Khamenei Is Dead. But What Happened to the Bombs?

VIENNA / WASHINGTON — In every war game, every classified scenario, every late-night think-tank simulation of an American military campaign against Iran, the question that ends every conversation is the same: what happens to the nuclear material?

Iran’s nuclear program, at the time of the February 28 strikes, had accumulated significant quantities of uranium enriched to 60% — just short of weapons-grade — at facilities in Natanz, Fordow, and Isfahan. The Trump administration had launched its first set of airstrikes against Iranian nuclear sites in June 2025, triggering the escalation cycle that ultimately led to Operation Epic Fury. But the fundamental question of what physically happened to Iran’s most sensitive nuclear assets — the enriched uranium stockpiles, the centrifuge cascades, the weapons-relevant technical knowledge dispersed among hundreds of scientists — has received almost no public answer.
The International Atomic Energy Agency (IAEA) lost inspector access to Iran’s nuclear sites following the breakdown of the third round of Geneva talks in late February 2026. As of this writing, there is no verified international monitoring of Iran’s nuclear activities. The IAEA is, effectively, blind.
This creates a scenario that nuclear security experts describe as potentially the most dangerous phase of the entire crisis: the “orphaned material” problem. When a centralized authoritarian state that controls nuclear material undergoes rapid, violent leadership collapse, the chain of custody for that material becomes radically uncertain. History provides cautionary tales: the dissolution of the Soviet Union in 1991 produced a decade of documented nuclear material smuggling attempts across porous borders.
Iran is not the Soviet Union — its nuclear program is smaller and more centralized. But “smaller” is a deeply relative term when speaking about weapons-grade uranium. The IRGC units responsible for nuclear site security are now either under active bombardment or in the process of a chaotic command transition. The question of whether all nuclear material remains under state control — any state’s control — is one that Washington, Moscow, Beijing, and every European capital is privately asking with great urgency.
Trump’s stated justification for the entire military campaign was precisely this: that Iran, “armed with long-range missiles and nuclear weapons, would be a dire threat to every American.” The savage irony is that by destroying the command structure of the state that controlled that material, the United States may have created the very condition — dispersed, unmonitored nuclear material in a war zone — that it was trying to prevent.
The bombs, if they exist, are now everyone’s problem.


WHAT IS NEEDED: Output the entries below unchanged, except for the pictures.

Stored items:
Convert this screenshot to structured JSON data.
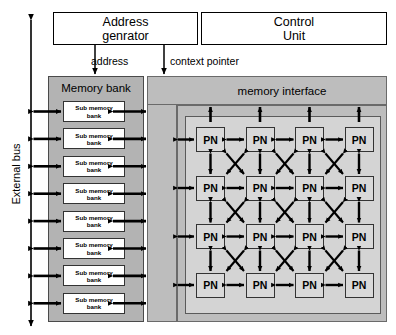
{
  "diagram": {
    "colors": {
      "gray_dark": "#b3b3b3",
      "gray_mid": "#bdbdbd",
      "gray_light": "#d4d4d4",
      "pn_fill": "#d9d9d9",
      "stroke": "#000000",
      "background": "#ffffff"
    }
  },
  "units": {
    "address_generator": {
      "line1": "Address",
      "line2": "genrator"
    },
    "control_unit": {
      "line1": "Control",
      "line2": "Unit"
    }
  },
  "signals": {
    "address": "address",
    "context_pointer": "context pointer"
  },
  "buses": {
    "external_bus": "External bus"
  },
  "memory_bank": {
    "title": "Memory bank",
    "sub_bank_label_line1": "Sub memory",
    "sub_bank_label_line2": "bank",
    "sub_bank_count": 8,
    "sub_banks": [
      {
        "line1": "Sub memory",
        "line2": "bank"
      },
      {
        "line1": "Sub memory",
        "line2": "bank"
      },
      {
        "line1": "Sub memory",
        "line2": "bank"
      },
      {
        "line1": "Sub memory",
        "line2": "bank"
      },
      {
        "line1": "Sub memory",
        "line2": "bank"
      },
      {
        "line1": "Sub memory",
        "line2": "bank"
      },
      {
        "line1": "Sub memory",
        "line2": "bank"
      },
      {
        "line1": "Sub memory",
        "line2": "bank"
      }
    ]
  },
  "memory_interface": {
    "title": "memory interface"
  },
  "pn_array": {
    "node_label": "PN",
    "rows": 4,
    "cols": 4,
    "total_nodes": 16,
    "nodes": [
      [
        "PN",
        "PN",
        "PN",
        "PN"
      ],
      [
        "PN",
        "PN",
        "PN",
        "PN"
      ],
      [
        "PN",
        "PN",
        "PN",
        "PN"
      ],
      [
        "PN",
        "PN",
        "PN",
        "PN"
      ]
    ],
    "connection_types": [
      "horizontal-bidirectional",
      "vertical-bidirectional",
      "diagonal-crossbar-bidirectional"
    ]
  }
}
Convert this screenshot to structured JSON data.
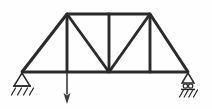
{
  "figure": {
    "type": "structural-truss-diagram",
    "background_color": "#fefefe",
    "line_color": "#2b2b2b",
    "load_color": "#3a3a3a"
  },
  "geometry": {
    "units": "px",
    "bottom_chord_y": 72,
    "top_chord_y": 14,
    "left_support_x": 22,
    "right_support_x": 188,
    "left_apex_x": 67,
    "right_apex_x": 150,
    "center_x": 109
  },
  "joints": [
    {
      "id": "A",
      "name": "left-support-joint",
      "x": 22,
      "y": 72
    },
    {
      "id": "B",
      "name": "bottom-left-panel-joint",
      "x": 67,
      "y": 72
    },
    {
      "id": "C",
      "name": "bottom-center-joint",
      "x": 109,
      "y": 72
    },
    {
      "id": "D",
      "name": "bottom-right-panel-joint",
      "x": 150,
      "y": 72
    },
    {
      "id": "E",
      "name": "right-support-joint",
      "x": 188,
      "y": 72
    },
    {
      "id": "F",
      "name": "top-left-apex-joint",
      "x": 67,
      "y": 14
    },
    {
      "id": "G",
      "name": "top-center-joint",
      "x": 109,
      "y": 14
    },
    {
      "id": "H",
      "name": "top-right-apex-joint",
      "x": 150,
      "y": 14
    }
  ],
  "members": [
    {
      "name": "bottom-chord",
      "kind": "chord",
      "x1": 22,
      "y1": 72,
      "x2": 188,
      "y2": 72
    },
    {
      "name": "top-chord",
      "kind": "chord",
      "x1": 67,
      "y1": 14,
      "x2": 150,
      "y2": 14
    },
    {
      "name": "left-end-diagonal",
      "kind": "chord",
      "x1": 22,
      "y1": 72,
      "x2": 67,
      "y2": 14
    },
    {
      "name": "right-end-diagonal",
      "kind": "chord",
      "x1": 150,
      "y1": 14,
      "x2": 188,
      "y2": 72
    },
    {
      "name": "left-vertical",
      "kind": "web",
      "x1": 67,
      "y1": 14,
      "x2": 67,
      "y2": 72
    },
    {
      "name": "center-vertical",
      "kind": "web",
      "x1": 109,
      "y1": 14,
      "x2": 109,
      "y2": 72
    },
    {
      "name": "right-vertical",
      "kind": "web",
      "x1": 150,
      "y1": 14,
      "x2": 150,
      "y2": 72
    },
    {
      "name": "left-inner-diagonal",
      "kind": "web",
      "x1": 67,
      "y1": 14,
      "x2": 109,
      "y2": 72
    },
    {
      "name": "right-inner-diagonal",
      "kind": "web",
      "x1": 109,
      "y1": 72,
      "x2": 150,
      "y2": 14
    }
  ],
  "supports": {
    "left": {
      "name": "pin-support",
      "type": "pinned",
      "apex_x": 22,
      "apex_y": 73,
      "base_y": 86,
      "half_width": 8,
      "hatch_count": 4,
      "hatch_y_top": 88,
      "hatch_y_bottom": 95
    },
    "right": {
      "name": "roller-support",
      "type": "roller",
      "apex_x": 188,
      "apex_y": 73,
      "base_y": 83,
      "half_width": 6,
      "roller_count": 2,
      "roller_radius": 2.2,
      "roller_y": 86,
      "hatch_count": 4,
      "hatch_y_top": 89,
      "hatch_y_bottom": 96
    }
  },
  "load": {
    "name": "point-load-arrow",
    "direction": "down",
    "x": 67,
    "y_start": 72,
    "y_end": 104,
    "head_width": 7,
    "head_length": 11,
    "label": ""
  }
}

REPLY:
Convert this screenshot to structured JSON data.
{
  "diagram": {
    "colors": {
      "gray_dark": "#b3b3b3",
      "gray_mid": "#bdbdbd",
      "gray_light": "#d4d4d4",
      "pn_fill": "#d9d9d9",
      "stroke": "#000000",
      "background": "#ffffff"
    }
  },
  "units": {
    "address_generator": {
      "line1": "Address",
      "line2": "genrator"
    },
    "control_unit": {
      "line1": "Control",
      "line2": "Unit"
    }
  },
  "signals": {
    "address": "address",
    "context_pointer": "context pointer"
  },
  "buses": {
    "external_bus": "External bus"
  },
  "memory_bank": {
    "title": "Memory bank",
    "sub_bank_label_line1": "Sub memory",
    "sub_bank_label_line2": "bank",
    "sub_bank_count": 8,
    "sub_banks": [
      {
        "line1": "Sub memory",
        "line2": "bank"
      },
      {
        "line1": "Sub memory",
        "line2": "bank"
      },
      {
        "line1": "Sub memory",
        "line2": "bank"
      },
      {
        "line1": "Sub memory",
        "line2": "bank"
      },
      {
        "line1": "Sub memory",
        "line2": "bank"
      },
      {
        "line1": "Sub memory",
        "line2": "bank"
      },
      {
        "line1": "Sub memory",
        "line2": "bank"
      },
      {
        "line1": "Sub memory",
        "line2": "bank"
      }
    ]
  },
  "memory_interface": {
    "title": "memory interface"
  },
  "pn_array": {
    "node_label": "PN",
    "rows": 4,
    "cols": 4,
    "total_nodes": 16,
    "nodes": [
      [
        "PN",
        "PN",
        "PN",
        "PN"
      ],
      [
        "PN",
        "PN",
        "PN",
        "PN"
      ],
      [
        "PN",
        "PN",
        "PN",
        "PN"
      ],
      [
        "PN",
        "PN",
        "PN",
        "PN"
      ]
    ],
    "connection_types": [
      "horizontal-bidirectional",
      "vertical-bidirectional",
      "diagonal-crossbar-bidirectional"
    ]
  }
}
Convert this screenshot to structured JSON data.
{
  "figure": {
    "type": "structural-truss-diagram",
    "background_color": "#fefefe",
    "line_color": "#2b2b2b",
    "load_color": "#3a3a3a"
  },
  "geometry": {
    "units": "px",
    "bottom_chord_y": 72,
    "top_chord_y": 14,
    "left_support_x": 22,
    "right_support_x": 188,
    "left_apex_x": 67,
    "right_apex_x": 150,
    "center_x": 109
  },
  "joints": [
    {
      "id": "A",
      "name": "left-support-joint",
      "x": 22,
      "y": 72
    },
    {
      "id": "B",
      "name": "bottom-left-panel-joint",
      "x": 67,
      "y": 72
    },
    {
      "id": "C",
      "name": "bottom-center-joint",
      "x": 109,
      "y": 72
    },
    {
      "id": "D",
      "name": "bottom-right-panel-joint",
      "x": 150,
      "y": 72
    },
    {
      "id": "E",
      "name": "right-support-joint",
      "x": 188,
      "y": 72
    },
    {
      "id": "F",
      "name": "top-left-apex-joint",
      "x": 67,
      "y": 14
    },
    {
      "id": "G",
      "name": "top-center-joint",
      "x": 109,
      "y": 14
    },
    {
      "id": "H",
      "name": "top-right-apex-joint",
      "x": 150,
      "y": 14
    }
  ],
  "members": [
    {
      "name": "bottom-chord",
      "kind": "chord",
      "x1": 22,
      "y1": 72,
      "x2": 188,
      "y2": 72
    },
    {
      "name": "top-chord",
      "kind": "chord",
      "x1": 67,
      "y1": 14,
      "x2": 150,
      "y2": 14
    },
    {
      "name": "left-end-diagonal",
      "kind": "chord",
      "x1": 22,
      "y1": 72,
      "x2": 67,
      "y2": 14
    },
    {
      "name": "right-end-diagonal",
      "kind": "chord",
      "x1": 150,
      "y1": 14,
      "x2": 188,
      "y2": 72
    },
    {
      "name": "left-vertical",
      "kind": "web",
      "x1": 67,
      "y1": 14,
      "x2": 67,
      "y2": 72
    },
    {
      "name": "center-vertical",
      "kind": "web",
      "x1": 109,
      "y1": 14,
      "x2": 109,
      "y2": 72
    },
    {
      "name": "right-vertical",
      "kind": "web",
      "x1": 150,
      "y1": 14,
      "x2": 150,
      "y2": 72
    },
    {
      "name": "left-inner-diagonal",
      "kind": "web",
      "x1": 67,
      "y1": 14,
      "x2": 109,
      "y2": 72
    },
    {
      "name": "right-inner-diagonal",
      "kind": "web",
      "x1": 109,
      "y1": 72,
      "x2": 150,
      "y2": 14
    }
  ],
  "supports": {
    "left": {
      "name": "pin-support",
      "type": "pinned",
      "apex_x": 22,
      "apex_y": 73,
      "base_y": 86,
      "half_width": 8,
      "hatch_count": 4,
      "hatch_y_top": 88,
      "hatch_y_bottom": 95
    },
    "right": {
      "name": "roller-support",
      "type": "roller",
      "apex_x": 188,
      "apex_y": 73,
      "base_y": 83,
      "half_width": 6,
      "roller_count": 2,
      "roller_radius": 2.2,
      "roller_y": 86,
      "hatch_count": 4,
      "hatch_y_top": 89,
      "hatch_y_bottom": 96
    }
  },
  "load": {
    "name": "point-load-arrow",
    "direction": "down",
    "x": 67,
    "y_start": 72,
    "y_end": 104,
    "head_width": 7,
    "head_length": 11,
    "label": ""
  }
}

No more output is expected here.